🤖 AI Summary
Multi-hop financial question answering (QA) suffers from noise sensitivity and excessive token consumption in large language models (LLMs), primarily due to challenges in cross-document, cross-year, and cross-company fact retrieval. Method: We introduce FinHop—the first financial QA benchmark grounded in a domain-specific knowledge graph (KG)—and propose a KG-guided multi-hop reasoning framework. It integrates GICS industry taxonomy, temporal indexing of the KG, schema-driven prompt generation, and a controllable retrieval-evaluation pipeline; high-quality QA pairs are automatically generated by mining industry-invariant subgraph patterns, with multi-stage quality control ensuring data reliability. Contribution/Results: Experiments show that KG-based precise retrieval improves QA accuracy by 24.0% and reduces token consumption by 84.5% over conventional sliding-window text retrieval, establishing a more interpretable, efficient, and robust retrieval–reasoning paradigm for complex financial inference.
📝 Abstract
Multi-hop reasoning over financial disclosures is often a retrieval problem before it becomes a reasoning or generation problem: relevant facts are dispersed across sections, filings, companies, and years, and LLMs often expend excessive tokens navigating noisy context. Without precise Knowledge Graph (KG)-guided selection of relevant context, even strong reasoning models either fail to answer or consume excessive tokens, whereas KG-linked evidence enables models to focus their reasoning on composing already retrieved facts. We present FinReflectKG - MultiHop, a benchmark built on FinReflectKG, a temporally indexed financial KG that links audited triples to source chunks from S&P 100 filings (2022-2024). Mining frequent 2-3 hop subgraph patterns across sectors (via GICS taxonomy), we generate financial analyst style questions with exact supporting evidence from the KG. A two-phase pipeline first creates QA pairs via pattern-specific prompts, followed by a multi-criteria quality control evaluation to ensure QA validity. We then evaluate three controlled retrieval scenarios: (S1) precise KG-linked paths; (S2) text-only page windows centered on relevant text spans; and (S3) relevant page windows with randomizations and distractors. Across both reasoning and non-reasoning models, KG-guided precise retrieval yields substantial gains on the FinReflectKG - MultiHop QA benchmark dataset, boosting correctness scores by approximately 24 percent while reducing token utilization by approximately 84.5 percent compared to the page window setting, which reflects the traditional vector retrieval paradigm. Spanning intra-document, inter-year, and cross-company scopes, our work underscores the pivotal role of knowledge graphs in efficiently connecting evidence for multi-hop financial QA. We also release a curated subset of the benchmark (555 QA Pairs) to catalyze further research.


*EXERCISE OBJECTIVE*: Write out the whole listing exactly.

*DATASET RECORDS*:
====

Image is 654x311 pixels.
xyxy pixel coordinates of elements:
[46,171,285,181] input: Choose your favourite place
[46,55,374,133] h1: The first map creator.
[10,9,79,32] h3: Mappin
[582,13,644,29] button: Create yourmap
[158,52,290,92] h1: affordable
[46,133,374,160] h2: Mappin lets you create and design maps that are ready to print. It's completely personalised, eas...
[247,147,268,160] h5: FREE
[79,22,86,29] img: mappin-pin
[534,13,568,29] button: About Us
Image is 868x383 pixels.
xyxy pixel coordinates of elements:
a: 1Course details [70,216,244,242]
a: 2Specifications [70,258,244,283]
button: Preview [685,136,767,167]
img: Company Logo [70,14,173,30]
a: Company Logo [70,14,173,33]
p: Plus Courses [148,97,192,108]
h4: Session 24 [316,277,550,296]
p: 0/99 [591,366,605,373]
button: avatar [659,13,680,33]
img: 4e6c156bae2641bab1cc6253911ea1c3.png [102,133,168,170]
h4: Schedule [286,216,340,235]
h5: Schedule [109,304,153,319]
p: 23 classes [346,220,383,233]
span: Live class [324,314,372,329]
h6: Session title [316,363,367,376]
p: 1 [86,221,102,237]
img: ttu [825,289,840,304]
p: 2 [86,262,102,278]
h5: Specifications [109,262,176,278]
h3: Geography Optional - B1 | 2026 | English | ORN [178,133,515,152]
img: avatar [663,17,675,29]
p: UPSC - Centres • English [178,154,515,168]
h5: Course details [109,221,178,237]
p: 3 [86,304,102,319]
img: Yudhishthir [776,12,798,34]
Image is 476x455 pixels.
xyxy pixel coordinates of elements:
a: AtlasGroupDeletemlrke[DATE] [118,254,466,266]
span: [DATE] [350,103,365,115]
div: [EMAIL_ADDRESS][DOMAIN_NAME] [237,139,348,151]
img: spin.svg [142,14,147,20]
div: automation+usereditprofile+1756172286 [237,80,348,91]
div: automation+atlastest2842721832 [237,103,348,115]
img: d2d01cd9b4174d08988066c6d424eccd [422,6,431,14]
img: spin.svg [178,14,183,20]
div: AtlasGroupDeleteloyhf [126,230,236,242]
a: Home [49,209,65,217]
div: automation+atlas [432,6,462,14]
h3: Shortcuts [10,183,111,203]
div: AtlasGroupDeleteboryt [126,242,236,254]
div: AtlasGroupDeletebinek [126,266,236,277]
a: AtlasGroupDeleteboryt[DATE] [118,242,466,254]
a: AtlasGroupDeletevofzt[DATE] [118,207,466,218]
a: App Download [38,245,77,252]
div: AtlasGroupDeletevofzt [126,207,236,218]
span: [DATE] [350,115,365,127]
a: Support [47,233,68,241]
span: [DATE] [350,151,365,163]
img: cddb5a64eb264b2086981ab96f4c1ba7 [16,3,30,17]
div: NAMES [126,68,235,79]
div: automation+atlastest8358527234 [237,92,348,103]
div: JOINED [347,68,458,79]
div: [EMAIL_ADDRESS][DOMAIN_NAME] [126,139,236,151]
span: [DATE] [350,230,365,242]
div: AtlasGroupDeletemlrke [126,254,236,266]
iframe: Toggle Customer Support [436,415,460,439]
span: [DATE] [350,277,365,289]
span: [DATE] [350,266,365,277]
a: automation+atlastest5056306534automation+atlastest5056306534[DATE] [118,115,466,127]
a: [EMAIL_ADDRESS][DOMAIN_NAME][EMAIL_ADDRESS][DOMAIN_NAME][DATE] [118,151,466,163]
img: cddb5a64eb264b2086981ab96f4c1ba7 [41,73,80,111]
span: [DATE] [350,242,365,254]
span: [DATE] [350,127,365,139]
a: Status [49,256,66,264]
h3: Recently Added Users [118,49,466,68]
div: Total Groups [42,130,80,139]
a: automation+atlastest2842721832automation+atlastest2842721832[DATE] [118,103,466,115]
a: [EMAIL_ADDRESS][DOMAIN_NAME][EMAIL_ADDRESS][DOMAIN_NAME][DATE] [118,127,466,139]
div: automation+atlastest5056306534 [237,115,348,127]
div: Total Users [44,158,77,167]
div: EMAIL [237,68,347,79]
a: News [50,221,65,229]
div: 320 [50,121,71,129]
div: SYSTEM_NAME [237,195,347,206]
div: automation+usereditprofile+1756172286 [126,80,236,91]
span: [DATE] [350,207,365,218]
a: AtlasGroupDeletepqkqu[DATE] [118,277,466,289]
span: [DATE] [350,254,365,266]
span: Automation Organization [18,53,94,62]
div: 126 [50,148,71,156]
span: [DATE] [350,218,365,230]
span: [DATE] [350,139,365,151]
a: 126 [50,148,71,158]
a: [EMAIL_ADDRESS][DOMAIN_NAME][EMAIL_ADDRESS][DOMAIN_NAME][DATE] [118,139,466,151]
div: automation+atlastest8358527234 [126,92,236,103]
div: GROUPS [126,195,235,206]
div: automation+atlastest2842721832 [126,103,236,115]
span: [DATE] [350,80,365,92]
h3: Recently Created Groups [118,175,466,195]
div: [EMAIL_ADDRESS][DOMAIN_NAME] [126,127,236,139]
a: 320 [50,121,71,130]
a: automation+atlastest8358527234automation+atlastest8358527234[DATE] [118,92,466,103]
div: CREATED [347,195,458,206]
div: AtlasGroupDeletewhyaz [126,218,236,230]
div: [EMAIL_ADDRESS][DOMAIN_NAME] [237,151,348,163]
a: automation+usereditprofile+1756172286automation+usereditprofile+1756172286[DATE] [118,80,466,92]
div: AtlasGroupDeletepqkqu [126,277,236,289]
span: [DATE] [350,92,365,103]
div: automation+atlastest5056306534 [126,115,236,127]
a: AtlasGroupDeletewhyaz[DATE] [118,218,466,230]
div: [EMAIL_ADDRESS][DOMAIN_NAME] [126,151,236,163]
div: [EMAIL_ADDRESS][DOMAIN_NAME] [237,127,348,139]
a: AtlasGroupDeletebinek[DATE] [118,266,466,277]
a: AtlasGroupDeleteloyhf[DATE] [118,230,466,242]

====

*SOLUTION TO THIS TASK*:
Image is 654x311 pixels.
xyxy pixel coordinates of elements:
[46,171,285,181] input: Choose your favourite place
[46,55,374,133] h1: The first map creator.
[10,9,79,32] h3: Mappin
[582,13,644,29] button: Create yourmap
[158,52,290,92] h1: affordable
[46,133,374,160] h2: Mappin lets you create and design maps that are ready to print. It's completely personalised, eas...
[247,147,268,160] h5: FREE
[79,22,86,29] img: mappin-pin
[534,13,568,29] button: About Us
Image is 868x383 pixels.
xyxy pixel coordinates of elements:
a: 1Course details [70,216,244,242]
a: 2Specifications [70,258,244,283]
button: Preview [685,136,767,167]
img: Company Logo [70,14,173,30]
a: Company Logo [70,14,173,33]
p: Plus Courses [148,97,192,108]
h4: Session 24 [316,277,550,296]
p: 0/99 [591,366,605,373]
button: avatar [659,13,680,33]
img: 4e6c156bae2641bab1cc6253911ea1c3.png [102,133,168,170]
h4: Schedule [286,216,340,235]
h5: Schedule [109,304,153,319]
p: 23 classes [346,220,383,233]
span: Live class [324,314,372,329]
h6: Session title [316,363,367,376]
p: 1 [86,221,102,237]
img: ttu [825,289,840,304]
p: 2 [86,262,102,278]
h5: Specifications [109,262,176,278]
h3: Geography Optional - B1 | 2026 | English | ORN [178,133,515,152]
img: avatar [663,17,675,29]
p: UPSC - Centres • English [178,154,515,168]
h5: Course details [109,221,178,237]
p: 3 [86,304,102,319]
img: Yudhishthir [776,12,798,34]
Image is 476x455 pixels.
xyxy pixel coordinates of elements:
a: AtlasGroupDeletemlrke[DATE] [118,254,466,266]
span: [DATE] [350,103,365,115]
div: [EMAIL_ADDRESS][DOMAIN_NAME] [237,139,348,151]
img: spin.svg [142,14,147,20]
div: automation+usereditprofile+1756172286 [237,80,348,91]
div: automation+atlastest2842721832 [237,103,348,115]
img: d2d01cd9b4174d08988066c6d424eccd [422,6,431,14]
img: spin.svg [178,14,183,20]
div: AtlasGroupDeleteloyhf [126,230,236,242]
a: Home [49,209,65,217]
div: automation+atlas [432,6,462,14]
h3: Shortcuts [10,183,111,203]
div: AtlasGroupDeleteboryt [126,242,236,254]
div: AtlasGroupDeletebinek [126,266,236,277]
a: AtlasGroupDeleteboryt[DATE] [118,242,466,254]
a: AtlasGroupDeletevofzt[DATE] [118,207,466,218]
a: App Download [38,245,77,252]
div: AtlasGroupDeletevofzt [126,207,236,218]
span: [DATE] [350,115,365,127]
a: Support [47,233,68,241]
span: [DATE] [350,151,365,163]
img: cddb5a64eb264b2086981ab96f4c1ba7 [16,3,30,17]
div: NAMES [126,68,235,79]
div: automation+atlastest8358527234 [237,92,348,103]
div: JOINED [347,68,458,79]
div: [EMAIL_ADDRESS][DOMAIN_NAME] [126,139,236,151]
span: [DATE] [350,230,365,242]
div: AtlasGroupDeletemlrke [126,254,236,266]
iframe: Toggle Customer Support [436,415,460,439]
span: [DATE] [350,277,365,289]
span: [DATE] [350,266,365,277]
a: automation+atlastest5056306534automation+atlastest5056306534[DATE] [118,115,466,127]
a: [EMAIL_ADDRESS][DOMAIN_NAME][EMAIL_ADDRESS][DOMAIN_NAME][DATE] [118,151,466,163]
img: cddb5a64eb264b2086981ab96f4c1ba7 [41,73,80,111]
span: [DATE] [350,242,365,254]
span: [DATE] [350,127,365,139]
a: Status [49,256,66,264]
h3: Recently Added Users [118,49,466,68]
div: Total Groups [42,130,80,139]
a: automation+atlastest2842721832automation+atlastest2842721832[DATE] [118,103,466,115]
a: [EMAIL_ADDRESS][DOMAIN_NAME][EMAIL_ADDRESS][DOMAIN_NAME][DATE] [118,127,466,139]
div: automation+atlastest5056306534 [237,115,348,127]
div: Total Users [44,158,77,167]
div: EMAIL [237,68,347,79]
a: News [50,221,65,229]
div: 320 [50,121,71,129]
div: SYSTEM_NAME [237,195,347,206]
div: automation+usereditprofile+1756172286 [126,80,236,91]
span: [DATE] [350,207,365,218]
a: AtlasGroupDeletepqkqu[DATE] [118,277,466,289]
span: [DATE] [350,254,365,266]
span: Automation Organization [18,53,94,62]
div: 126 [50,148,71,156]
span: [DATE] [350,218,365,230]
span: [DATE] [350,139,365,151]
a: 126 [50,148,71,158]
a: [EMAIL_ADDRESS][DOMAIN_NAME][EMAIL_ADDRESS][DOMAIN_NAME][DATE] [118,139,466,151]
div: automation+atlastest8358527234 [126,92,236,103]
div: GROUPS [126,195,235,206]
div: automation+atlastest2842721832 [126,103,236,115]
span: [DATE] [350,80,365,92]
h3: Recently Created Groups [118,175,466,195]
div: [EMAIL_ADDRESS][DOMAIN_NAME] [126,127,236,139]
a: 320 [50,121,71,130]
a: automation+atlastest8358527234automation+atlastest8358527234[DATE] [118,92,466,103]
div: CREATED [347,195,458,206]
div: AtlasGroupDeletewhyaz [126,218,236,230]
div: [EMAIL_ADDRESS][DOMAIN_NAME] [237,151,348,163]
a: automation+usereditprofile+1756172286automation+usereditprofile+1756172286[DATE] [118,80,466,92]
div: AtlasGroupDeletepqkqu [126,277,236,289]
span: [DATE] [350,92,365,103]
div: automation+atlastest5056306534 [126,115,236,127]
a: AtlasGroupDeletewhyaz[DATE] [118,218,466,230]
div: [EMAIL_ADDRESS][DOMAIN_NAME] [126,151,236,163]
div: [EMAIL_ADDRESS][DOMAIN_NAME] [237,127,348,139]
a: AtlasGroupDeletebinek[DATE] [118,266,466,277]
a: AtlasGroupDeleteloyhf[DATE] [118,230,466,242]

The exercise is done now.